By combining these practices, MORE helps patients regulate trauma symptoms indirectly without forcing them to re-experience the traumatic event itself. This approach empowers patients to loosen trauma’s grip on their nervous system while simultaneously reducing the drive to self-medicate with substances.
Addiction Essential Reads
For therapists, this means MORE offers a non-exposure-based pathway to trauma healing that is especially valuable for clients who may be hesitant or unable to engage in traditional trauma processing. Instead of retraumatization, patients experience regulation, perspective, and renewed capacity for joy.
Why This Matters for Clinical Practice
For therapists working with clients who present with trauma, pain, and addiction, these findings offer practical guidance:
- Target trauma directly. PTSD symptoms are not just co-occurring; they actively fuel opioid misuse. Addressing trauma can reduce cravings and relapse risk.
- Teach mindfulness-based reappraisal. MORE provides structured practices that therapists can integrate into sessions, helping clients shift their relationship to pain, trauma memories, and cravings.
- Work across conditions simultaneously.
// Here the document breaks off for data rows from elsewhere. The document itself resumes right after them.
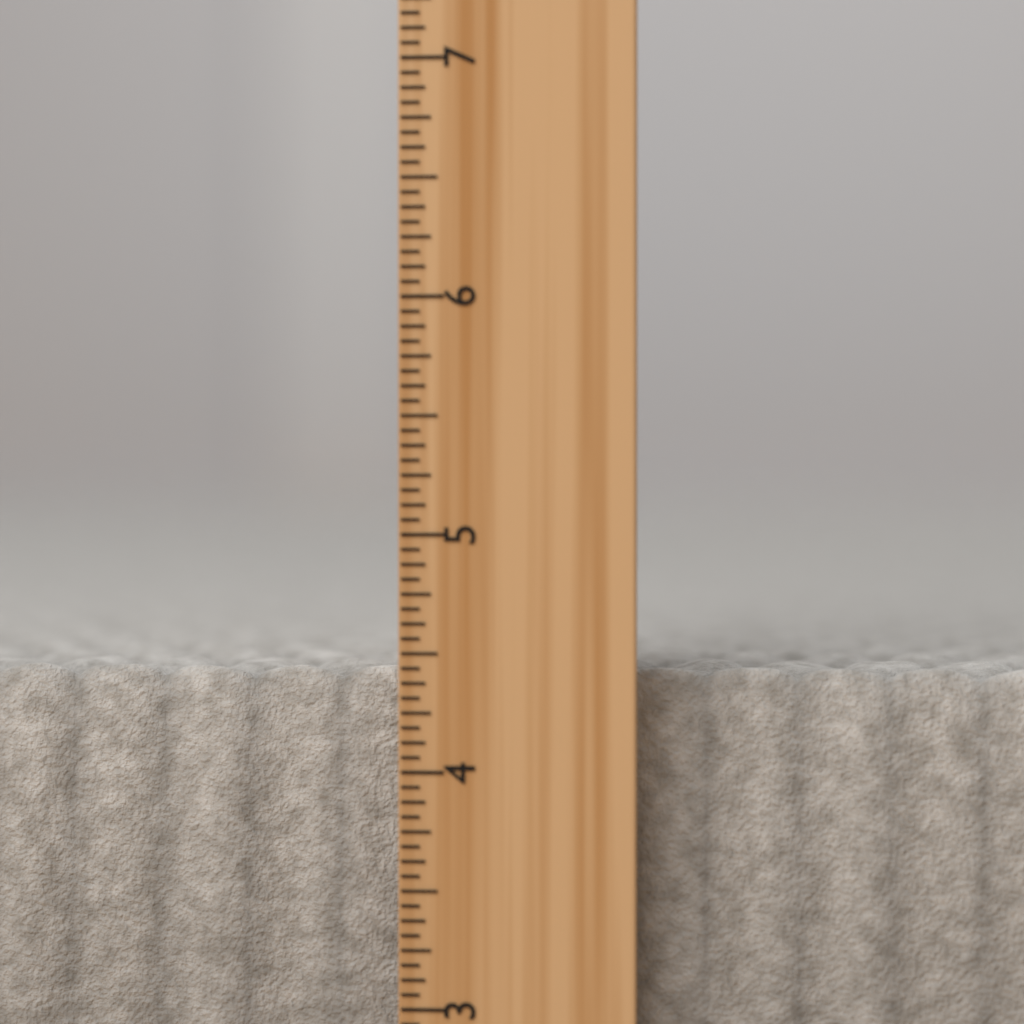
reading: 4.4375 inch
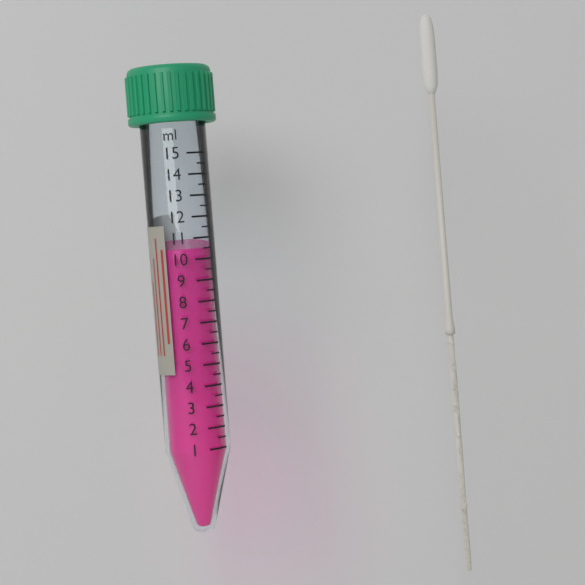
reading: 10.5 ml
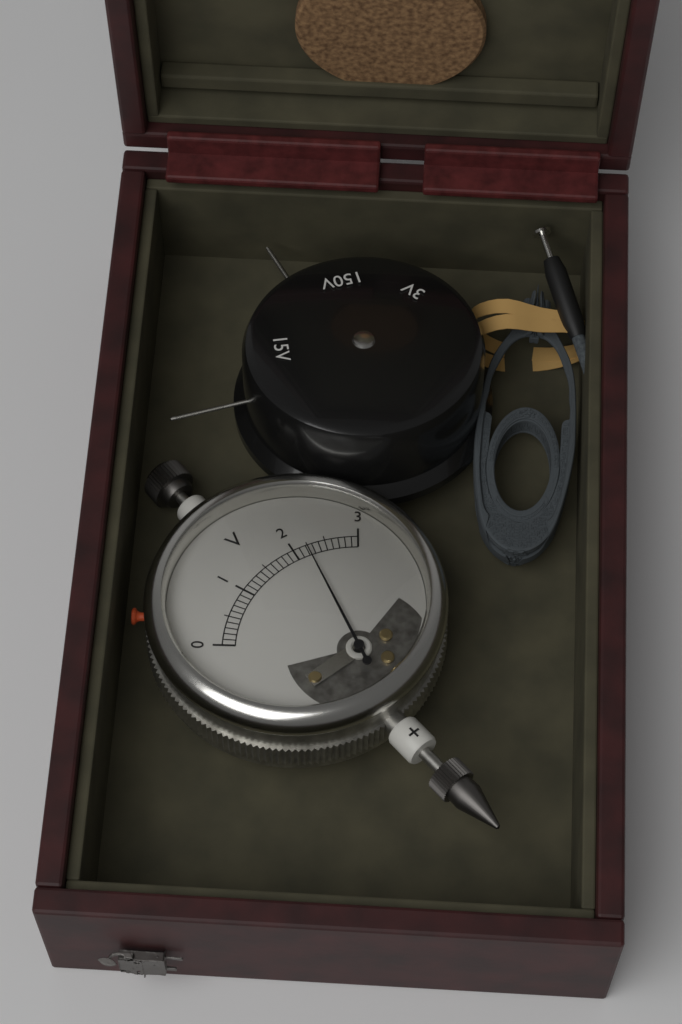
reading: 2.2 V
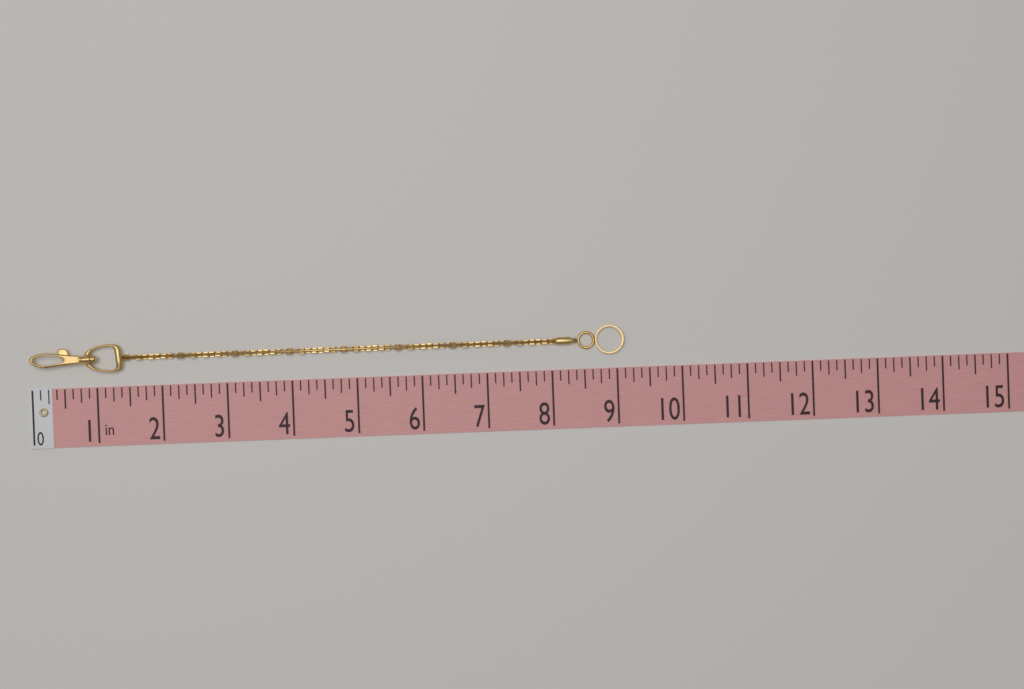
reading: 9.125 in
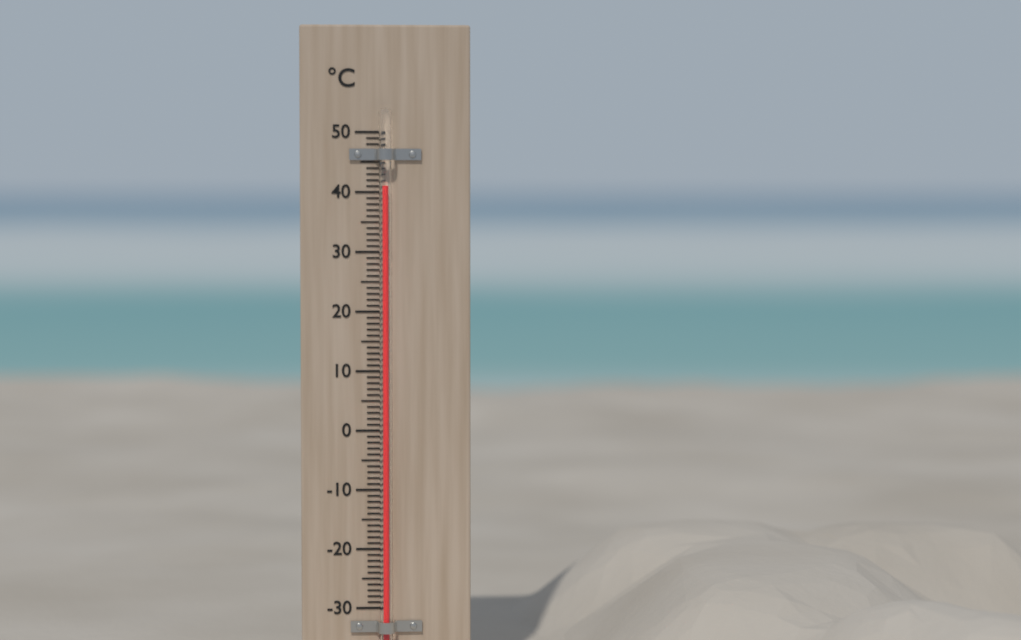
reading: 41 °C
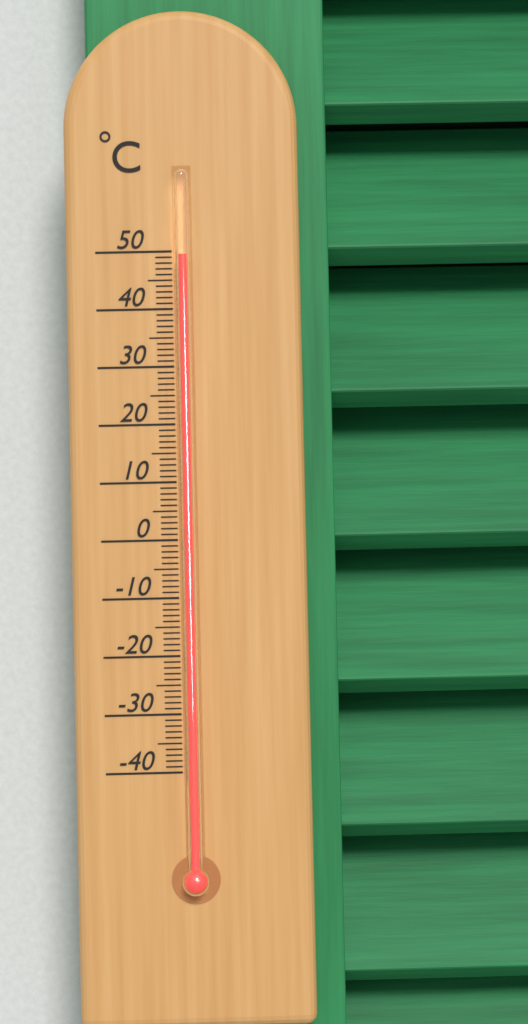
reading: 49 °C
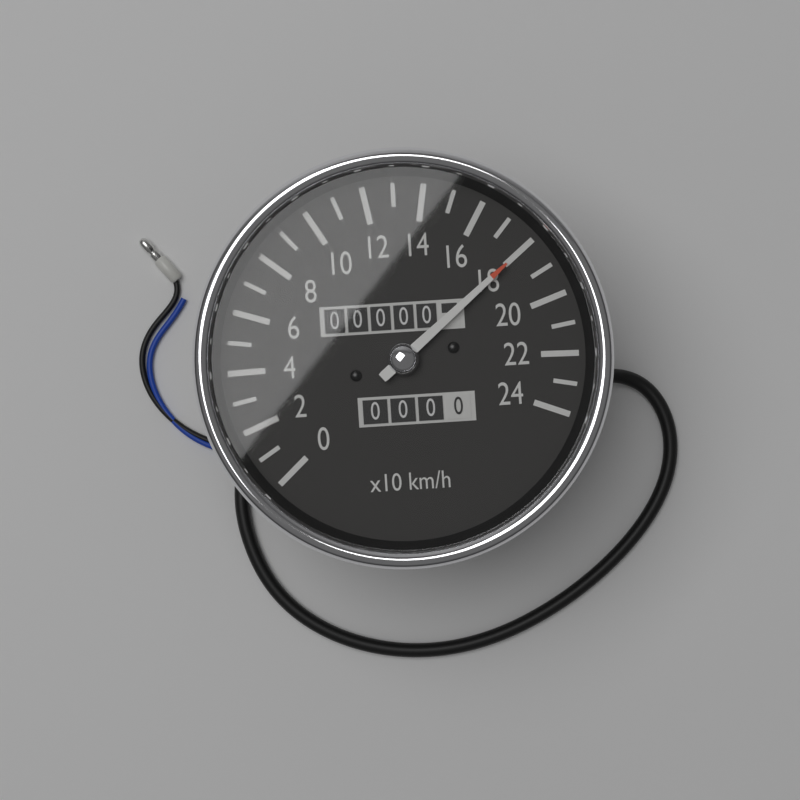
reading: 180 km/h
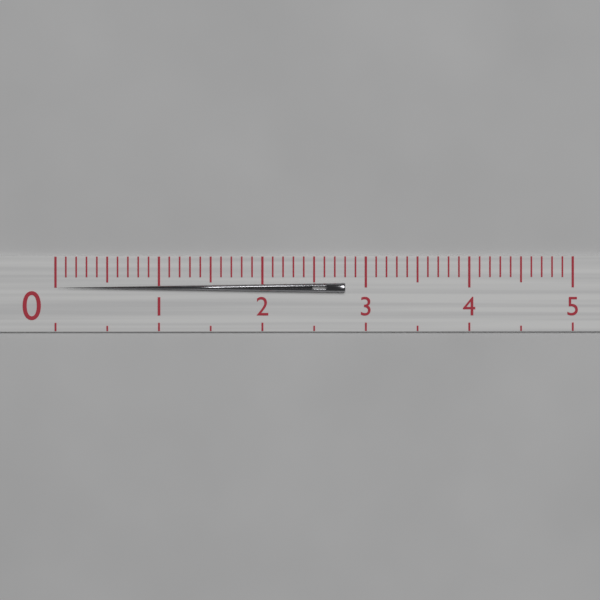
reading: 2.8 (no unit)
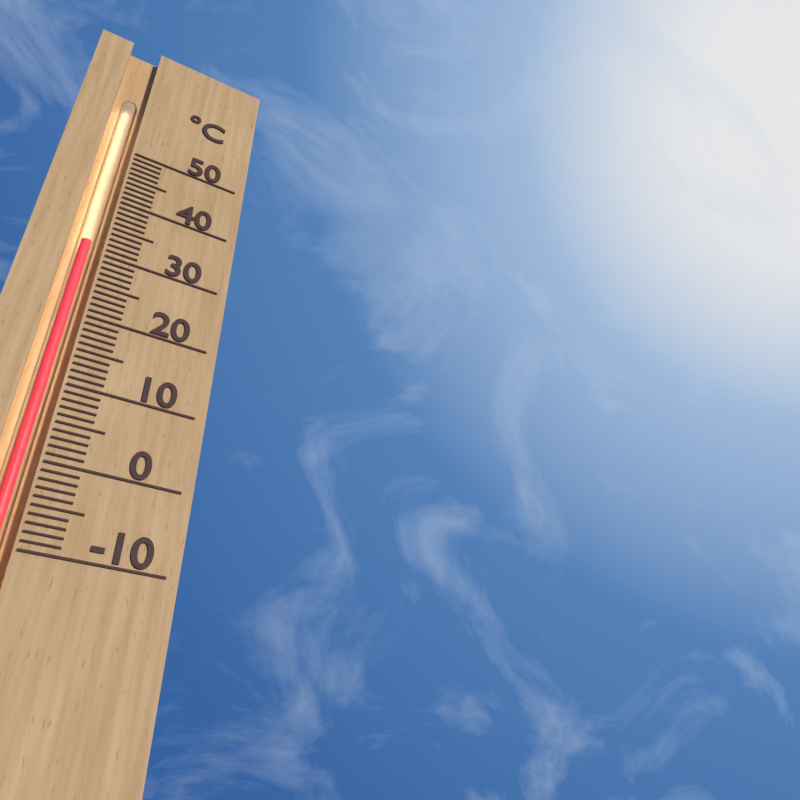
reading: 32 °C
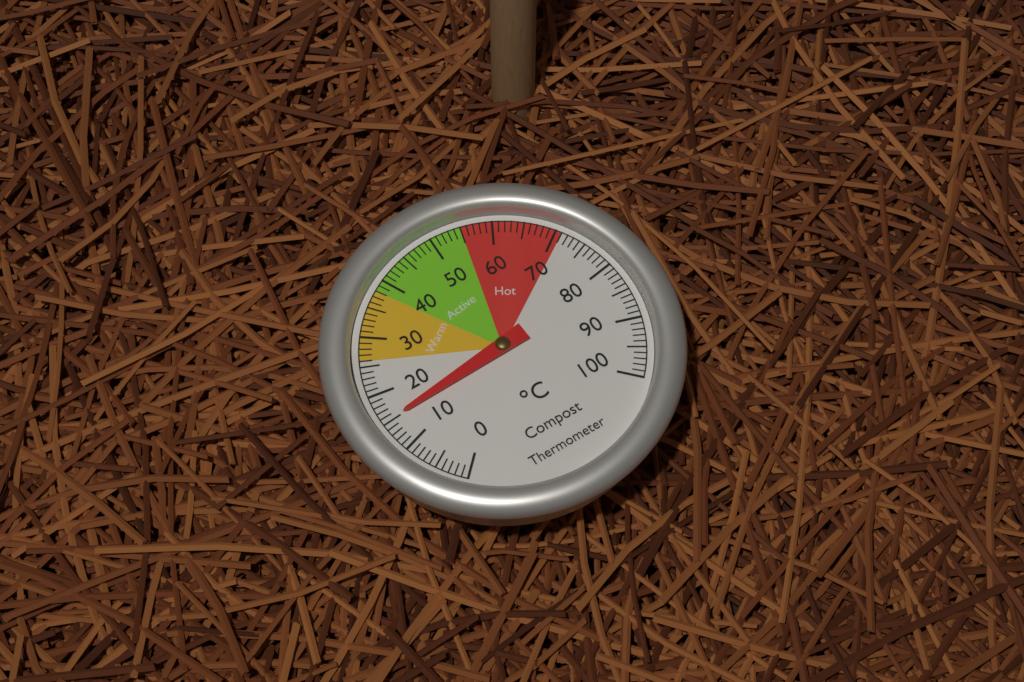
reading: 15 °C
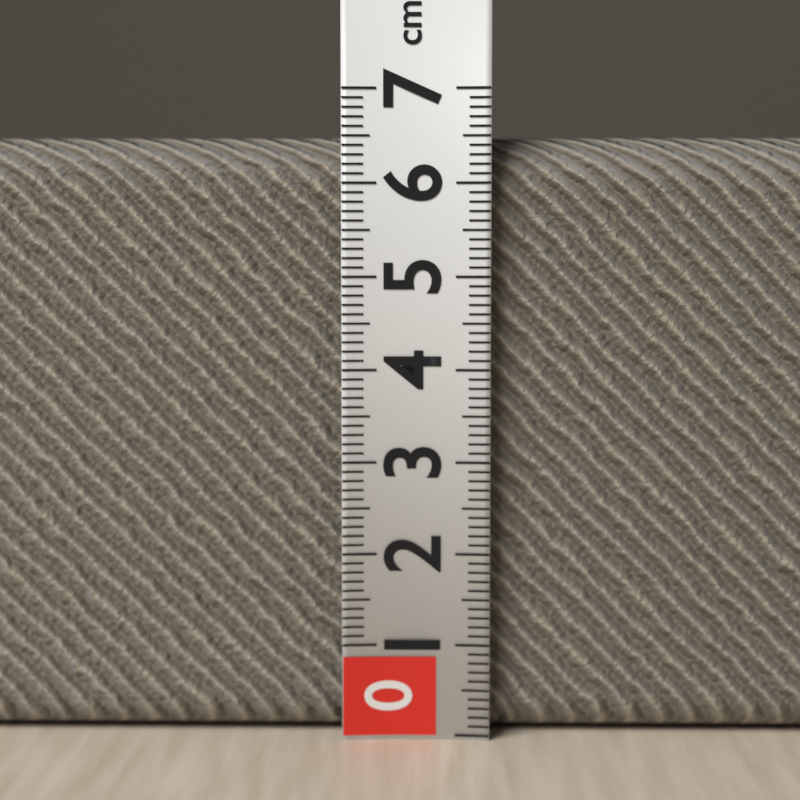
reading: 6.5 cm
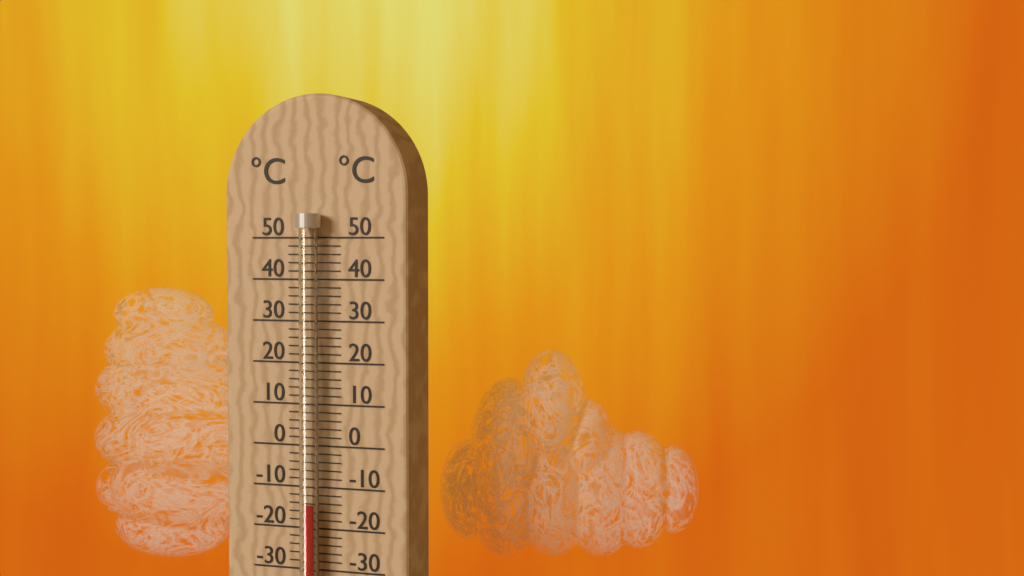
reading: -14 °C
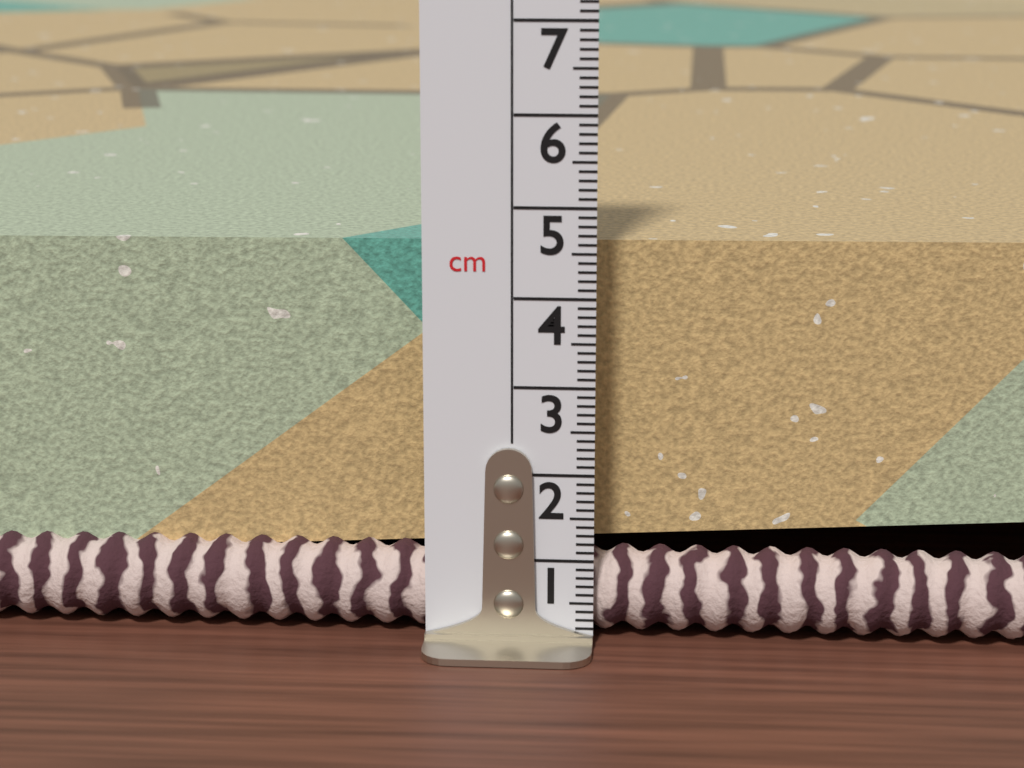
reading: 4.5 cm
Instead of treating PTSD, chronic pain, and addiction in silos, MORE equips therapists with skills that cut across these domains, offering a unified therapeutic approach.
- Focus on empowerment. Patients often feel trapped by trauma and pain. Teaching them to reappraise and savor positive experiences restores a sense of agency and hope.
A New Path Forward
This study demonstrates that MORE is not only effective for reducing opioid misuse, but it is also a powerful intervention for trauma. In fact, previous research has shown that MORE reduces PTSD symptoms among people with substance use disorder to a much greater extent than typical trauma-focused CBT. By teaching patients to regulate negative emotions through reappraisal, MORE helps untangle the knot of PTSD, chronic pain, and addiction.
For therapists, this means having a therapy that is:
- Evidence-based, tested in NIH-funded trials
- Practical, with skills that can be taught and reinforced in session
- Holistic, addressing trauma, pain, and addiction together rather than separately
My mission is to train clinicians in these skills so they can bring hope and healing to patients facing some of the most difficult challenges. If you’re a therapist or a client seeking tools to help with trauma, pain, and addiction, MORE offers a way to restore regulation, reduce cravings, and rebuild lives.
References
Parisi, A., Hudak, J., Froeliger, B., & Garland, E. L. (2023). Mindfulness-Oriented Recovery Enhancement reduces post-traumatic stress via reappraisal among patients with chronic pain and co-occurring opioid misuse. Nature Mental Health, 1(7), 489-500.
Garland, E. L., Hanley, A. W., Nakamura, Y., Barrett, J. W., Baker, A. K., Reese, S. E., ... & Donaldson, G. W. (2022). Mindfulness-oriented recovery enhancement vs supportive group therapy for co-occurring opioid misuse and chronic pain in primary care: a randomized clinical trial. JAMA internal medicine, 182(4), 407-417.
Garland, E. L., Roberts-Lewis, A., Tronnier, C. D., Graves, R., & Kelley, K. (2016). Mindfulness-Oriented Recovery Enhancement versus CBT for co-occurring substance dependence, traumatic stress, and psychiatric disorders: Proximal outcomes from a pragmatic randomized trial. Behaviour research and therapy, 77, 7-16.